Wednesday, January 3, 2018

Unable to install KB3159706 (aka ESD support)


I was helping a friend with a ~800 endpoint ConfigMgr 1706 instance on Windows Server 2012 R2. Windows 10 1709 was made available via SUP to start testing the process. In initial testing by IT they were reporting it erroring out.


That was real helpful (not) so we went looking in WUAHandler.log It didn't really say much either.


Since it was reported by a few IT staff I suspected it was most likely back-end related so lets start at the top. Sure enough, WSUS was not at a supported version. 


Its should be 6.3.9600.18324 or higher. It appeared that KB3159706 was not applied and the post tasks not done per its KB. Simple enough, lets go get it from the Update Catalog and apply it and cleanup. We ended up getting an error it does not apply.


So after much investigation, it appears that KB2919355 is at fault. There were several installed KBs that stated '(Not including KB2919355)' in their title. This system being the sole SCCM system it was being patched by itself so this was odd as it should be completely patched. It had KB4054519 (December 2017 Cumulative Rollup) on it which does update WSUS version to 6.3.9600.18838. Only if KB2919355 is present however.

If you are unaware, KB2919355 is also known as 'Update' or 'Update 1'. Think legacy Service Pack here. We therefore have to back out enough to get KB2919355 installed then we can install KB3159706 to get WSUS up to date and bring it back to current patch condition.

Before continuing I would highly push that you take a snapshot of the VM or backup if physical. We did have one of the restarts lock up during shutdown and had to power cycle it. If I do it again I would probably restart after each uninstall instead at the end.
  • Uninstall KB2883200
  • Uninstall KB2894029
  • Uninstall KB2894179
  • uninstall KB2919355 (if present, was not in my case)
  • Restart
Install KB2919355. When you download this there are several files and it needs to be done in a specific order shown under 'Install Instructions'. Before doing that however, it also states you need to install KB2919442 as a prerequisite. This KB has been superseded by several updates but you can validate you have a newer Servicing Stack installed with the latest being KB3173424.
  1. clearcompressionflag.exe
  2. KB2919355
  3. KB2932046
  4. KB2959977
  5. KB2937592
  6. KB2938439
  7. KB2934018
Once you installed all the components of KB2919355 above you can finally install KB3159706 and perform the post install tasks needed to support in-place. This KB will take WSUS to 6.3.9600.18324 so it will support in-place ESD files. You can also run msinfo32 and check the HAL which should be 6.3.9600.17031 for KB2919355.

I have always had to manually add the ESD extension to IIS so that WSUS will transfer those files. Not needed for SCCM installs but should be done. Open IIS Manager and navigate to SERVERNAME | Sites | WSUS Administration | MIME Types. Add esd with MIME type 'application/octect-stream'.

Finally we applied the latest cumulative, KB4054519, as of this writing.

Now that we are current, we get to cleanup WSUS as it is a dirty state. Before KB3159706 it didn't know how to handle the Upgrades category. You need to rip all that out of the database and let it resync. Luckily there is a great article by MS on what to do to get WSUS clean. Note that step 3 and 4 can take a while. This WSUS instance had all the languages for Windows 10 upgrades in it which was weird when only English was selected.

Once this was all done and cleaned up, upgrades were going to the test systems again. WSUS was at version 6.3.9600.18838 and the HAL was at a good version. I also disabled all the ConfigMgr services during this work since there were may restarts.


> Work instruction
Check each line of the material below for "genus", then copy the ones that contain it.

> Task input
►
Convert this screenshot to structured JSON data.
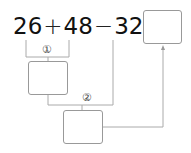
{
  "expression": {
    "operand1": "26",
    "op1": "+",
    "operand2": "48",
    "op2": "−",
    "operand3": "32",
    "equals": "="
  },
  "steps": [
    {
      "marker": "①",
      "result_box": ""
    },
    {
      "marker": "②",
      "result_box": ""
    }
  ],
  "final_answer_box": "",
  "colors": {
    "line": "#aaaaaa",
    "box_border": "#999999",
    "text": "#111111"
  }
}
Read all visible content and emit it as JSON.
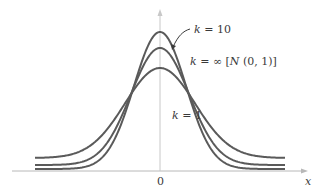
{
  "chart_data": {
    "type": "line",
    "title": "",
    "xlabel": "x",
    "ylabel": "",
    "x_ticks": [
      "0"
    ],
    "grid": false,
    "legend": "inline annotations",
    "series": [
      {
        "name": "k = 10",
        "peak_height_px": 139,
        "tail_height_px": 2,
        "description": "Student t-like density with k=10; taller peak than standard normal? (drawn highest)"
      },
      {
        "name": "k = ∞ [N (0, 1)]",
        "peak_height_px": 123,
        "tail_height_px": 6
      },
      {
        "name": "k = 1",
        "peak_height_px": 103,
        "tail_height_px": 13
      }
    ],
    "annotations": [
      {
        "text": "k = 10",
        "arrow_to": "top curve"
      },
      {
        "text": "k = ∞ [N (0, 1)]"
      },
      {
        "text": "k = 1"
      }
    ]
  },
  "labels": {
    "k10_k": "k",
    "k10_rest": " = 10",
    "kinf_k": "k",
    "kinf_rest": " = ∞ [",
    "kinf_N": "N",
    "kinf_tail": " (0, 1)]",
    "k1_k": "k",
    "k1_rest": " = 1",
    "origin": "0",
    "xaxis": "x"
  },
  "colors": {
    "curve": "#5a5a5a",
    "axis": "#b8b8b8",
    "text": "#3a3a3a"
  }
}
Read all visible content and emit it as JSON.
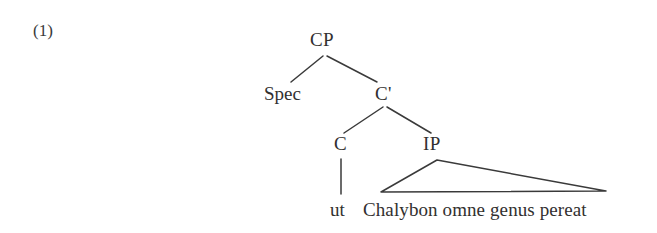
{
  "example": {
    "number_label": "(1)"
  },
  "tree": {
    "type": "x-bar-syntax-tree",
    "nodes": {
      "root": "CP",
      "specifier": "Spec",
      "cbar": "C'",
      "head_c": "C",
      "complement": "IP"
    },
    "terminals": {
      "head_terminal": "ut",
      "triangle_phrase": "Chalybon omne genus pereat"
    },
    "edges": [
      {
        "from": "CP",
        "to": "Spec"
      },
      {
        "from": "CP",
        "to": "C'"
      },
      {
        "from": "C'",
        "to": "C"
      },
      {
        "from": "C'",
        "to": "IP"
      },
      {
        "from": "C",
        "to": "ut"
      },
      {
        "from": "IP",
        "to": "Chalybon omne genus pereat"
      }
    ],
    "line_color": "#3a3a3a",
    "text_color": "#32302f",
    "background_color": "#ffffff"
  }
}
◄
> Answer area
      "triangle_phrase": "Chalybon omne genus pereat"
        "to": "Chalybon omne genus pereat"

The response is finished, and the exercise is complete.